That’s one of the first things that Coach Kitchens ever said to us, when he took over the team. He said, “Listen, fellas — I’m just a big ol’ redneck from Alabama. Nobody ever figured I’d be here today as an NFL Head Coach. Nobody. I’m not supposed to be here. But you know what? I’m here.”

When people ask me what’s different about the Browns this year, what’s different about this city, and this football program — those words from Coach always come to my mind.

That mentality that Coach Kitchens brings….. I think we’ve all adopted it. It’s just who we are now, you know what I mean? We have a lot of players here who, in one way or another, they’ve been underdogs their whole career. Players who got to the league, or got to this franchise, and all they’ve known since then is losing. And our fans are the same way: We have these amazing fans — but a lot of them, they’ve never watched a Browns playoff game in their lives.

And I think in other years, maybe, that history has made people feel like there could never be a winner here. In other years, I feel like people would just be saying, you know, The Browns? Nah, they’re not going to win — because they never win. They’re not SUPPOSED to win.

The Browns aren’t supposed to be here.

And it just feels like starting last year, and into this summer, and now as we’re getting ready for Week 1 of this new season….. all of a sudden it’s like we took that saying and we flipped it. We’ve gone and taken what a Cleveland Browns team is “supposed” to do, in people’s minds, and we’ve changed that from this curse into this gift. Into an opportunity.

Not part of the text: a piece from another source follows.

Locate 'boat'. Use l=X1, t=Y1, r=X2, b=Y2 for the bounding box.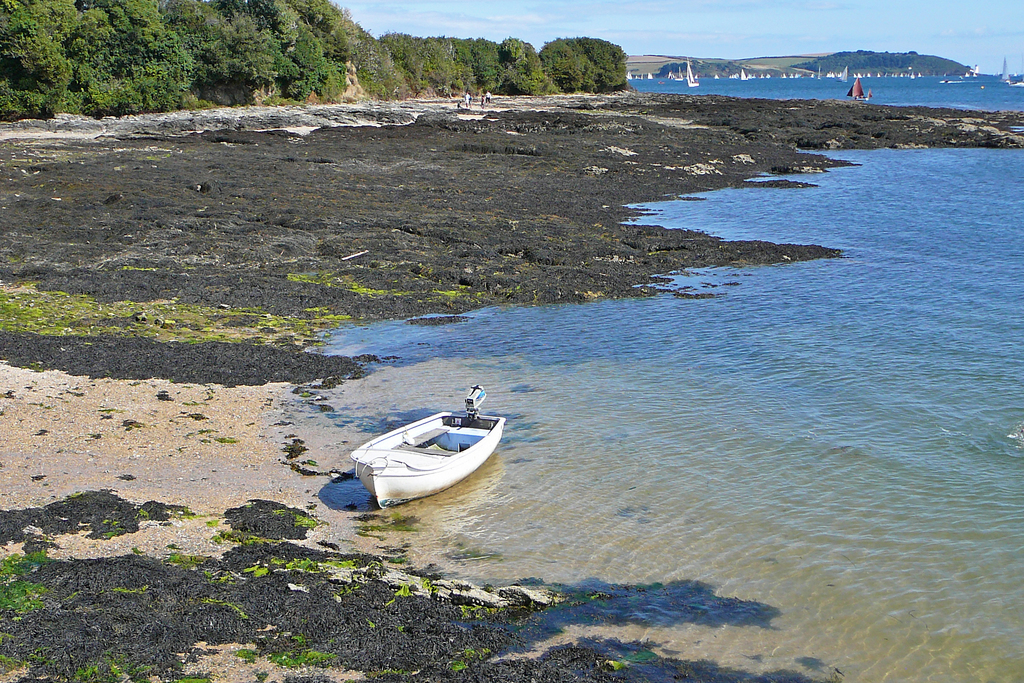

And that’s what our team has always been about, to me, for as long as I’ve been here.

Opportunity.

I saw it even when we went 0–16, in my rookie year. A lot of locker rooms, they go on a losing streak like that, and you’ll see it tear them apart. You’ll see a lot of giving up. You’ll see a lot of hopelessness. But our room, man, it just wasn’t like that at all. You’d see guys talking about a 50-50 ball they could have gotten, but they didn’t, and how can they fix that. You’d see guys talking about how many of our losses were by one score or less, and how we’re right there in these games. And to me that says a lot. You had this group of players that was going 0–16, and getting laughed at by the sports world. But in our locker room? It’s like those weren’t even 16 losses to us. They were just 16 missed opportunities.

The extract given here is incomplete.